Hieronymus Bosch organized moral cosmology through teeming visual accumulation—hundreds of figures ascending or descending through layered pictorial space. My practice extends this methodology into territory Bosch could not have imagined: cinema’s archived unconscious, the repository of visual formulas Hollywood deploys without acknowledging their repetition.
Heaven’s Gate (2020–2021) examines how spectacular cinema has systematically appropriated cosmological structures, revealing that the vertical journey from damnation to salvation remains entertainment’s preferred grammar for depicting transformation. The work samples eight hundred films, organizing fragments according to Dante’s seven levels of Purgatory. This structure emerged not from literary ambition but from observation: watching six films daily during pandemic isolation, I recognized that Hollywood deploys remarkably consistent visual formulas for temptation, industry, euphoria, and collapse. The same cloud formations signify transcendence across romantic comedies and science fiction epics. The same choreography—arms outstretched, face tilted upward—performs redemption whether the character is action hero or suburban mother. Individually, films obscure this consistency. Accumulated, the pattern becomes undeniable.

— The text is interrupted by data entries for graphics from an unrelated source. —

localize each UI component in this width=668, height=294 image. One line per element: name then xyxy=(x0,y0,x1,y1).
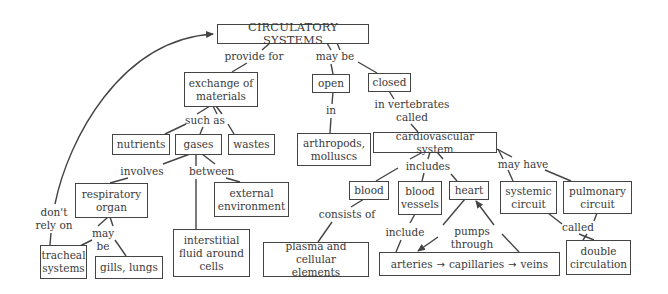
node-vessel-chain: arteries → capillaries → veins xyxy=(379,252,560,276)
node-plasma-cellular-elements: plasma and cellular elements xyxy=(263,242,369,277)
link-consists-of: consists of xyxy=(316,208,378,221)
link-pumps-through: pumps through xyxy=(434,225,510,251)
node-systemic-circuit: systemic circuit xyxy=(500,181,557,214)
node-closed: closed xyxy=(368,73,411,92)
node-double-circulation: double circulation xyxy=(566,240,631,275)
node-nutrients: nutrients xyxy=(112,134,170,155)
link-dont-rely-on: don't rely on xyxy=(34,206,74,232)
node-blood-vessels: blood vessels xyxy=(398,181,442,215)
chain-veins: veins xyxy=(521,258,549,271)
node-exchange-of-materials: exchange of materials xyxy=(184,72,258,107)
link-in: in xyxy=(323,104,339,117)
link-provide-for: provide for xyxy=(224,50,284,63)
node-tracheal-systems: tracheal systems xyxy=(40,245,87,279)
right-arrow-icon: → xyxy=(437,258,445,271)
link-such-as: such as xyxy=(184,114,226,127)
link-involves: involves xyxy=(118,165,166,178)
link-may-be-top: may be xyxy=(314,50,356,63)
node-arthropods-molluscs: arthropods, molluscs xyxy=(297,133,371,166)
node-wastes: wastes xyxy=(228,134,275,155)
node-cardiovascular-system: cardiovascular system xyxy=(373,132,497,153)
right-arrow-icon: → xyxy=(508,258,516,271)
link-may-have: may have xyxy=(497,158,549,171)
concept-map: CIRCULATORY SYSTEMS exchange of material… xyxy=(0,0,668,294)
link-include: include xyxy=(384,226,426,239)
link-called: called xyxy=(560,221,596,234)
node-pulmonary-circuit: pulmonary circuit xyxy=(563,181,632,214)
link-includes: includes xyxy=(403,160,453,173)
link-may-be-lower: may be xyxy=(84,227,122,253)
node-gases: gases xyxy=(175,134,222,155)
link-in-vertebrates-called: in vertebrates called xyxy=(374,98,450,124)
node-external-environment: external environment xyxy=(214,182,289,217)
node-heart: heart xyxy=(449,181,489,200)
chain-capillaries: capillaries xyxy=(449,258,504,271)
link-between: between xyxy=(189,165,233,178)
node-open: open xyxy=(312,74,350,93)
node-blood: blood xyxy=(349,181,389,200)
node-respiratory-organ: respiratory organ xyxy=(75,183,148,218)
chain-arteries: arteries xyxy=(391,258,433,271)
node-interstitial-fluid: interstitial fluid around cells xyxy=(173,229,250,277)
node-gills-lungs: gills, lungs xyxy=(95,256,163,279)
node-circulatory-systems: CIRCULATORY SYSTEMS xyxy=(217,24,369,44)
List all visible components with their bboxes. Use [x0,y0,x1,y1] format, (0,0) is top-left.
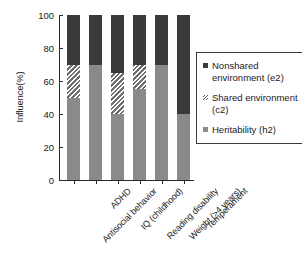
bar-segment-nonshared-environment [67,15,80,65]
y-axis-line [59,15,60,181]
legend-label-shared: Shared environment (c2) [212,92,302,115]
hatched-square-icon [203,95,208,100]
dark-square-icon [203,63,208,68]
y-tick-mark [60,48,63,49]
y-tick-mark [60,180,63,181]
y-axis-title: Influence(%) [14,52,28,142]
bar-segment-shared-environment [67,65,80,98]
bar-segment-heritability [89,65,102,181]
legend-label-nonshared: Nonshared environment (e2) [212,60,302,83]
plot-area: 020406080100 [60,15,193,180]
stacked-bar-chart: Influence(%) 020406080100 Nonshared envi… [0,0,302,267]
bar-segment-nonshared-environment [133,15,146,65]
x-tick-mark [140,180,141,184]
y-tick-80: 80 [43,43,60,54]
x-tick-mark [74,180,75,184]
legend-item-shared: Shared environment (c2) [203,92,302,115]
bar-weight-4-years [155,15,168,180]
bar-segment-nonshared-environment [89,15,102,65]
y-tick-0: 0 [49,175,60,186]
y-tick-20: 20 [43,142,60,153]
gray-square-icon [203,127,208,132]
bar-segment-heritability [133,89,146,180]
bar-segment-nonshared-environment [111,15,124,73]
bar-antisocial-behavior [67,15,80,180]
x-tick-mark [162,180,163,184]
bar-segment-heritability [111,114,124,180]
legend-item-nonshared: Nonshared environment (e2) [203,60,302,83]
y-tick-mark [60,147,63,148]
bar-segment-nonshared-environment [155,15,168,65]
bar-segment-shared-environment [133,65,146,90]
bar-adhd [89,15,102,180]
x-tick-mark [184,180,185,184]
legend-item-heritability: Heritability (h2) [203,124,302,136]
x-axis-line [59,180,194,181]
figure-caption [0,259,302,267]
chart-legend: Nonshared environment (e2) Shared enviro… [196,52,302,144]
bar-segment-shared-environment [111,73,124,114]
bar-reading-disability [133,15,146,180]
y-tick-mark [60,81,63,82]
y-tick-60: 60 [43,76,60,87]
y-tick-100: 100 [38,10,60,21]
bar-iq-childhood [111,15,124,180]
bar-segment-heritability [67,98,80,181]
x-tick-mark [96,180,97,184]
bar-temperament [177,15,190,180]
bar-segment-heritability [177,114,190,180]
legend-label-heritability: Heritability (h2) [212,124,276,136]
bar-segment-nonshared-environment [177,15,190,114]
y-tick-mark [60,114,63,115]
bar-segment-heritability [155,65,168,181]
x-tick-mark [118,180,119,184]
y-tick-mark [60,15,63,16]
y-tick-40: 40 [43,109,60,120]
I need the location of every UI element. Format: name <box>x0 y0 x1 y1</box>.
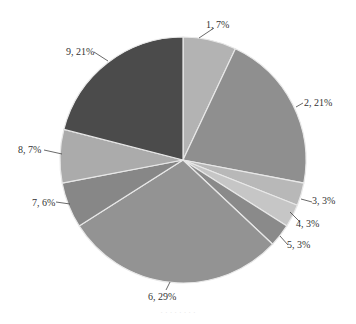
leader-line-3 <box>301 199 312 202</box>
data-label-1: 1, 7% <box>206 19 229 30</box>
leader-line-2 <box>296 103 303 107</box>
data-label-4: 4, 3% <box>296 218 319 229</box>
pie-chart: 1, 7%2, 21%3, 3%4, 3%5, 3%6, 29%7, 6%8, … <box>0 0 356 324</box>
data-label-2: 2, 21% <box>304 97 332 108</box>
leader-line-6 <box>166 282 170 290</box>
data-label-8: 8, 7% <box>18 144 41 155</box>
leader-line-8 <box>44 150 62 154</box>
data-label-5: 5, 3% <box>287 239 310 250</box>
data-label-6: 6, 29% <box>148 291 176 302</box>
data-label-9: 9, 21% <box>66 46 94 57</box>
leader-line-9 <box>94 52 108 61</box>
data-label-3: 3, 3% <box>312 195 335 206</box>
pie-slices <box>60 37 306 283</box>
figure-caption: · · · · · · · · <box>0 308 356 317</box>
data-label-7: 7, 6% <box>32 197 55 208</box>
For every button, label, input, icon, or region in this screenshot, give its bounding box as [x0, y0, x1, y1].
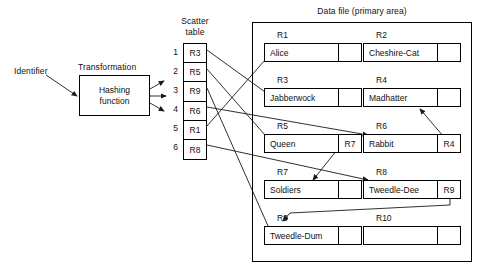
record-r6-pointer: R4 [438, 135, 460, 152]
record-tag-r1: R1 [277, 30, 288, 40]
record-tag-r6: R6 [376, 121, 387, 131]
scatter-index-2: 2 [171, 66, 180, 76]
record-r10-pointer [438, 227, 460, 244]
record-r10[interactable] [363, 226, 461, 245]
record-r8[interactable]: Tweedle-Dee R9 [363, 180, 461, 199]
record-r9[interactable]: Tweedle-Dum [264, 226, 362, 245]
record-tag-r3: R3 [277, 75, 288, 85]
scatter-table: R3 R5 R9 R6 R1 R8 [183, 43, 207, 160]
record-r1-name: Alice [265, 44, 339, 61]
scatter-cell-5[interactable]: R1 [184, 121, 206, 140]
hash-box-line2: function [100, 96, 130, 107]
record-r8-name: Tweedle-Dee [364, 181, 438, 198]
scatter-index-1: 1 [171, 47, 180, 57]
record-row-1: Alice Cheshire-Cat [264, 43, 461, 62]
record-r7-name: Soldiers [265, 181, 339, 198]
record-tag-r2: R2 [376, 30, 387, 40]
record-r5[interactable]: Queen R7 [264, 134, 362, 153]
scatter-index-3: 3 [171, 85, 180, 95]
diagram-canvas: Identifier Transformation Hashing functi… [0, 0, 493, 278]
record-tag-r8: R8 [376, 167, 387, 177]
record-r3-name: Jabberwock [265, 89, 339, 106]
record-r7[interactable]: Soldiers [264, 180, 362, 199]
record-r6[interactable]: Rabbit R4 [363, 134, 461, 153]
record-r6-name: Rabbit [364, 135, 438, 152]
record-r8-pointer: R9 [438, 181, 460, 198]
scatter-index-6: 6 [171, 142, 180, 152]
record-r1[interactable]: Alice [264, 43, 362, 62]
record-row-3: Queen R7 Rabbit R4 [264, 134, 461, 153]
scatter-table-title-line2: table [171, 27, 219, 37]
record-tag-r4: R4 [376, 75, 387, 85]
scatter-index-4: 4 [171, 104, 180, 114]
scatter-table-title-line1: Scatter [171, 16, 219, 26]
arrow-hash-out-upper [150, 81, 164, 89]
record-r10-name [364, 227, 438, 244]
record-r5-pointer: R7 [339, 135, 361, 152]
record-row-4: Soldiers Tweedle-Dee R9 [264, 180, 461, 199]
record-row-2: Jabberwock Madhatter [264, 88, 461, 107]
record-tag-r5: R5 [277, 121, 288, 131]
record-tag-r9: R9 [277, 213, 288, 223]
arrow-hash-out-lower [150, 103, 164, 111]
hashing-function-box: Hashing function [79, 75, 150, 116]
record-tag-r7: R7 [277, 167, 288, 177]
scatter-cell-1[interactable]: R3 [184, 44, 206, 63]
hash-box-line1: Hashing [99, 85, 130, 96]
scatter-cell-4[interactable]: R6 [184, 102, 206, 121]
scatter-cell-6[interactable]: R8 [184, 140, 206, 159]
transformation-label: Transformation [78, 62, 136, 72]
record-r9-name: Tweedle-Dum [265, 227, 339, 244]
record-r2-name: Cheshire-Cat [364, 44, 438, 61]
scatter-index-5: 5 [171, 123, 180, 133]
record-r3[interactable]: Jabberwock [264, 88, 362, 107]
record-r7-pointer [339, 181, 361, 198]
record-r4-pointer [438, 89, 460, 106]
record-row-5: Tweedle-Dum [264, 226, 461, 245]
arrow-identifier-to-hash [46, 75, 77, 96]
record-r2-pointer [438, 44, 460, 61]
record-r9-pointer [339, 227, 361, 244]
data-file-title: Data file (primary area) [252, 6, 472, 16]
record-r3-pointer [339, 89, 361, 106]
record-r4-name: Madhatter [364, 89, 438, 106]
record-r4[interactable]: Madhatter [363, 88, 461, 107]
scatter-cell-2[interactable]: R5 [184, 63, 206, 82]
record-r1-pointer [339, 44, 361, 61]
scatter-cell-3[interactable]: R9 [184, 82, 206, 101]
record-tag-r10: R10 [376, 213, 392, 223]
record-r2[interactable]: Cheshire-Cat [363, 43, 461, 62]
identifier-label: Identifier [14, 66, 48, 76]
record-r5-name: Queen [265, 135, 339, 152]
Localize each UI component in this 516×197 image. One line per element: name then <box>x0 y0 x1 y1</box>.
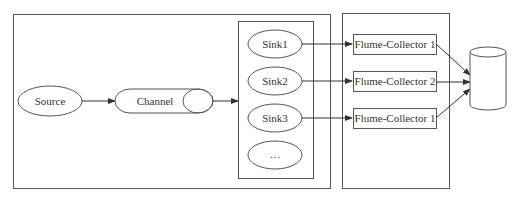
collector-label: Flume-Collector 1 <box>355 38 436 50</box>
channel-node: Channel <box>115 89 213 113</box>
collector-node-1: Flume-Collector 1 <box>354 35 437 55</box>
source-label: Source <box>35 95 66 107</box>
sink-node-2: Sink2 <box>248 67 302 95</box>
sink-label: … <box>270 148 281 160</box>
sink-label: Sink3 <box>262 112 288 124</box>
sink-label: Sink2 <box>262 75 288 87</box>
collector-label: Flume-Collector 2 <box>355 75 436 87</box>
sink-node-more: … <box>248 141 302 169</box>
arrow-collector3-to-storage <box>436 89 470 118</box>
collector-node-3: Flume-Collector 1 <box>354 109 437 129</box>
sink-node-3: Sink3 <box>248 104 302 132</box>
collector-node-2: Flume-Collector 2 <box>354 72 437 92</box>
sink-node-1: Sink1 <box>248 30 302 58</box>
flume-architecture-diagram: Source Channel Sink1 Sink2 Sink3 … Flume… <box>0 0 516 197</box>
source-node: Source <box>18 86 82 116</box>
arrow-collector1-to-storage <box>436 44 470 75</box>
collector-label: Flume-Collector 1 <box>355 112 436 124</box>
channel-label: Channel <box>137 95 174 107</box>
storage-cylinder-icon <box>470 47 506 110</box>
sink-label: Sink1 <box>262 38 288 50</box>
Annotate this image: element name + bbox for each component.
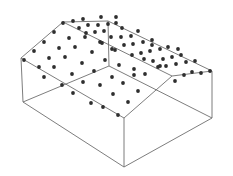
sample-point <box>126 100 130 104</box>
sample-point <box>71 91 75 95</box>
sample-point <box>96 23 100 27</box>
sample-point <box>161 57 165 61</box>
sample-point <box>190 70 194 74</box>
sample-point <box>22 58 26 62</box>
sample-point <box>103 58 107 62</box>
sample-point <box>98 83 102 87</box>
sample-point <box>136 89 140 93</box>
sample-point <box>158 64 162 68</box>
sample-point <box>121 81 125 85</box>
sample-point <box>150 43 154 47</box>
sample-point <box>132 67 136 71</box>
sample-point <box>89 101 93 105</box>
sample-point <box>99 15 103 19</box>
sample-point <box>106 22 110 26</box>
sample-point <box>143 72 147 76</box>
sample-point <box>199 71 203 75</box>
sample-point <box>42 40 46 44</box>
sample-point <box>164 64 168 68</box>
sample-point <box>208 69 212 73</box>
sample-point <box>116 113 120 117</box>
edge-line <box>108 21 109 66</box>
sample-point <box>60 83 64 87</box>
sample-point <box>122 43 126 47</box>
sample-point <box>158 47 162 51</box>
sample-point <box>151 59 155 63</box>
sample-point <box>131 42 135 46</box>
edge-line <box>21 58 124 118</box>
sample-point <box>110 47 114 51</box>
sample-point <box>166 45 170 49</box>
wireframe-edges <box>21 21 212 167</box>
edge-line <box>23 66 109 102</box>
sample-point <box>130 53 134 57</box>
sample-point <box>132 73 136 77</box>
sample-point <box>83 35 87 39</box>
sample-point <box>179 53 183 57</box>
sample-point <box>114 21 118 25</box>
sample-point <box>98 40 102 44</box>
sample-point <box>129 34 133 38</box>
sample-points <box>22 15 212 117</box>
sample-point <box>102 29 106 33</box>
sample-point <box>61 21 65 25</box>
sample-point <box>101 105 105 109</box>
sample-point <box>32 49 36 53</box>
sample-point <box>174 62 178 66</box>
sample-point <box>120 26 124 30</box>
sample-point <box>71 19 75 23</box>
sample-point <box>148 49 152 53</box>
sample-point <box>119 35 123 39</box>
sample-point <box>111 92 115 96</box>
sample-point <box>57 46 61 50</box>
sample-point <box>42 75 46 79</box>
sample-point <box>92 69 96 73</box>
sample-point <box>110 75 114 79</box>
sample-point <box>182 73 186 77</box>
sample-point <box>52 65 56 69</box>
sample-point <box>184 60 188 64</box>
sample-point <box>37 65 41 69</box>
sample-point <box>84 31 88 35</box>
sample-point <box>150 38 154 42</box>
sample-point <box>176 47 180 51</box>
edge-line <box>21 22 63 58</box>
sample-point <box>136 29 140 33</box>
edge-line <box>23 102 124 167</box>
edge-line <box>21 58 23 102</box>
sample-point <box>90 50 94 54</box>
sample-point <box>142 57 146 61</box>
sample-point <box>141 40 145 44</box>
edge-line <box>63 21 108 22</box>
sample-point <box>73 45 77 49</box>
sample-point <box>77 26 81 30</box>
sample-point <box>173 79 177 83</box>
edge-line <box>109 66 212 118</box>
sample-point <box>109 35 113 39</box>
sample-point <box>81 80 85 84</box>
sample-point <box>93 30 97 34</box>
sample-point <box>52 30 56 34</box>
sample-point <box>70 72 74 76</box>
sample-point <box>193 59 197 63</box>
sample-point <box>170 55 174 59</box>
sample-point <box>86 23 90 27</box>
sample-point <box>67 36 71 40</box>
edge-line <box>124 118 212 167</box>
sample-point <box>63 55 67 59</box>
roof-box-diagram <box>0 0 233 176</box>
sample-point <box>139 51 143 55</box>
sample-point <box>114 15 118 19</box>
sample-point <box>80 61 84 65</box>
edge-line <box>124 76 172 118</box>
sample-point <box>81 17 85 21</box>
sample-point <box>117 63 121 67</box>
sample-point <box>47 56 51 60</box>
edge-line <box>63 22 172 76</box>
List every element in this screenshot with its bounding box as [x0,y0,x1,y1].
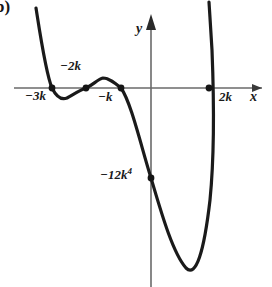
marker-root-2k [206,85,213,92]
polynomial-curve [36,2,213,270]
x-axis-label: x [250,90,257,104]
y-intercept-label: −12k4 [100,168,132,181]
y-intercept-base: −12k [100,167,127,182]
graph-canvas [0,0,272,287]
marker-root-neg3k [49,85,56,92]
marker-root-negk [118,85,125,92]
y-intercept-exponent: 4 [127,166,132,176]
y-axis [146,14,156,287]
tick-label-neg3k: −3k [25,89,46,102]
tick-label-neg2k: −2k [60,59,81,72]
y-axis-arrow-icon [146,14,156,30]
polynomial-graph-figure: b) −3k −2k −k 2k −12k4 y x [0,0,272,287]
tick-label-2k: 2k [219,90,232,103]
marker-y-intercept [148,175,155,182]
marker-root-neg2k [83,85,90,92]
y-axis-label: y [136,22,142,36]
tick-label-negk: −k [98,90,112,103]
part-label: b) [0,0,10,15]
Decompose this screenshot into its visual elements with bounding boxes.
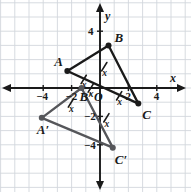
x-tick-label-2: 2 xyxy=(125,91,131,102)
svg-text:x: x xyxy=(116,97,122,107)
y-tick-label-4: 4 xyxy=(88,26,94,37)
vertex-label-b-prime: B′ xyxy=(80,90,92,103)
svg-text:x: x xyxy=(68,104,74,114)
axis-label-y: y xyxy=(105,10,110,22)
vertex-label-b: B xyxy=(115,31,124,44)
x-tick-label-minus-2: −2 xyxy=(66,91,78,102)
svg-text:x: x xyxy=(103,119,109,129)
y-tick-label-minus-2: −2 xyxy=(84,111,96,122)
coordinate-plane-figure: xxxxxx A B C A′ B′ C′ x y O −4 −2 2 4 4 … xyxy=(0,0,191,192)
axis-label-x: x xyxy=(170,72,176,84)
vertex-label-c-prime: C′ xyxy=(115,153,127,166)
svg-text:x: x xyxy=(101,68,107,78)
x-tick-label-4: 4 xyxy=(154,91,160,102)
vertex-label-a: A xyxy=(54,55,63,68)
vertex-label-c: C xyxy=(142,108,151,121)
vertex-label-a-prime: A′ xyxy=(37,123,49,136)
y-tick-label-minus-4: −4 xyxy=(84,140,96,151)
x-tick-label-minus-4: −4 xyxy=(36,91,48,102)
origin-label: O xyxy=(94,91,103,103)
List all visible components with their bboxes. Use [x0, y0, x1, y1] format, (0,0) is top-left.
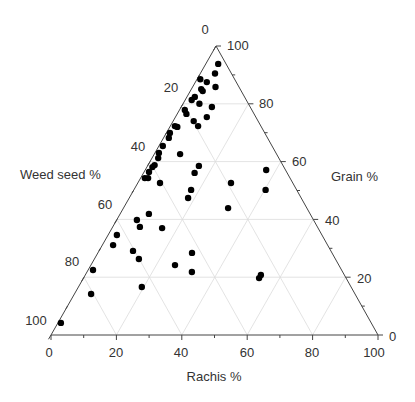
data-point: [136, 256, 142, 262]
data-point: [183, 111, 189, 117]
weed-tick: [148, 162, 151, 166]
grain-tick-20: 20: [357, 271, 371, 286]
data-point: [172, 262, 178, 268]
data-point: [160, 143, 166, 149]
grain-tick-80: 80: [259, 96, 273, 111]
weed-seed-axis-title: Weed seed %: [20, 167, 101, 182]
weed-tick-20: 20: [164, 80, 178, 95]
data-point: [110, 242, 116, 248]
data-point: [228, 180, 234, 186]
grain-tick-0: 0: [389, 329, 396, 344]
grain-tick-60: 60: [292, 154, 306, 169]
grid-lines: [84, 104, 346, 335]
data-point: [166, 135, 172, 141]
data-point: [189, 97, 195, 103]
weed-tick: [165, 133, 167, 136]
weed-tick: [115, 219, 118, 223]
weed-tick-60: 60: [98, 197, 112, 212]
rachis-tick-60: 60: [240, 345, 254, 360]
data-point: [157, 180, 163, 186]
data-point: [156, 150, 162, 156]
data-point: [172, 123, 178, 129]
grain-tick-100: 100: [227, 38, 249, 53]
weed-tick: [181, 104, 184, 108]
data-point: [134, 217, 140, 223]
data-point: [196, 163, 202, 169]
weed-tick-80: 80: [65, 254, 79, 269]
data-point: [191, 170, 197, 176]
data-point: [146, 211, 152, 217]
data-point: [114, 232, 120, 238]
data-point: [90, 267, 96, 273]
data-point: [142, 175, 148, 181]
weed-tick-0: 0: [201, 22, 208, 37]
weed-tick-40: 40: [131, 139, 145, 154]
data-point: [146, 169, 152, 175]
gridline-weed: [150, 162, 247, 335]
data-point: [177, 151, 183, 157]
data-point: [196, 101, 202, 107]
data-point: [256, 275, 262, 281]
rachis-tick-20: 20: [109, 345, 123, 360]
data-point: [139, 284, 145, 290]
weed-tick: [132, 191, 134, 194]
data-point: [262, 187, 268, 193]
gridline-rachis: [313, 277, 346, 335]
data-point: [195, 123, 201, 129]
weed-tick: [214, 46, 217, 50]
data-point: [188, 187, 194, 193]
data-point: [225, 205, 231, 211]
data-point: [130, 248, 136, 254]
weed-tick: [82, 277, 85, 281]
ternary-chart: 0 20 40 60 80 100 100 80 60 40 20 0 0 20…: [0, 0, 415, 402]
weed-tick-100: 100: [25, 313, 47, 328]
data-point: [137, 224, 143, 230]
data-point: [263, 167, 269, 173]
rachis-tick-40: 40: [174, 345, 188, 360]
data-point: [200, 88, 206, 94]
data-point: [209, 104, 215, 110]
data-point: [215, 61, 221, 67]
weed-tick: [99, 248, 101, 251]
data-point: [212, 84, 218, 90]
data-point: [88, 291, 94, 297]
data-point: [204, 114, 210, 120]
data-point: [159, 225, 165, 231]
grain-tick-40: 40: [325, 213, 339, 228]
grain-axis-title: Grain %: [331, 169, 378, 184]
data-point: [189, 269, 195, 275]
data-point: [212, 70, 218, 76]
rachis-axis-title: Rachis %: [187, 369, 242, 384]
data-point: [191, 118, 197, 124]
data-point: [185, 195, 191, 201]
rachis-tick-0: 0: [45, 345, 52, 360]
data-point: [197, 76, 203, 82]
weed-tick: [66, 306, 68, 309]
data-point: [58, 320, 64, 326]
data-point: [204, 79, 210, 85]
data-point: [189, 250, 195, 256]
rachis-tick-80: 80: [305, 345, 319, 360]
gridline-weed: [84, 277, 116, 335]
rachis-tick-100: 100: [363, 345, 385, 360]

The methodology is archaeological saturation. Where Sherrie Levine and the Pictures Generation appropriated singular iconic images to question authorship and originality, I accumulate until individual sources dissolve and systematic grammar emerges. Characters stripped from narrative contexts function as surrogates for Hollywood’s ideological operations—their original meanings evacuated, replaced by the associative patterns they share with hundreds of apparently distinct entertainments. What remains is not story but syntax.
This investigation operates through spectacular means because no alternative exists. Guy Debord diagnosed the condition: spectacular culture saturates consciousness so completely that critique from exterior position becomes impossible. Analysis must proceed through the material it examines. Heaven’s Gate seduces with Hollywood’s visual density while exposing the limited vocabulary producing that seduction. The seven levels trace capitalism’s arc from temptation through productivity to euphoric overload to collapse. Standing before the work, I watch viewers undergo the same recognition I experienced assembling it—the dawning awareness that what they took for variety is repetition, what they took for storytelling is ideology.
Art-historically, this practice extends expanded cinema’s architectural turn while departing from its contemplative traditions. I deploy durational density to overwhelm individual recognition—the vertical scroll echoing smartphone feeds, endless input producing not contemplation but pattern saturation. Daniel Birnbaum identifies here a baroque logic of “expansion, unfolding, open-ended additions.” This formal excess is not decorative but epistemological: density produces knowledge unavailable to singular examination.
Heaven’s Gate exists across formats: VR immersion where viewers float through seven levels, gallery projection where the work towers above them, architectural installation at the MSG Sphere in Las Vegas where the building dissolves into content. Format agnosticism is methodological commitment. The grammar persists whether encountered in intimate headset or across sixteen thousand pixels of architectural surface. Scale changes; the pattern does not.
What emerges is recognition that cannot be reversed. Hollywood’s mythological production operates with industrial consistency across genres, decades, studios—the systematic architecture of contemporary belief, made visible through the only means available: saturation answering saturation.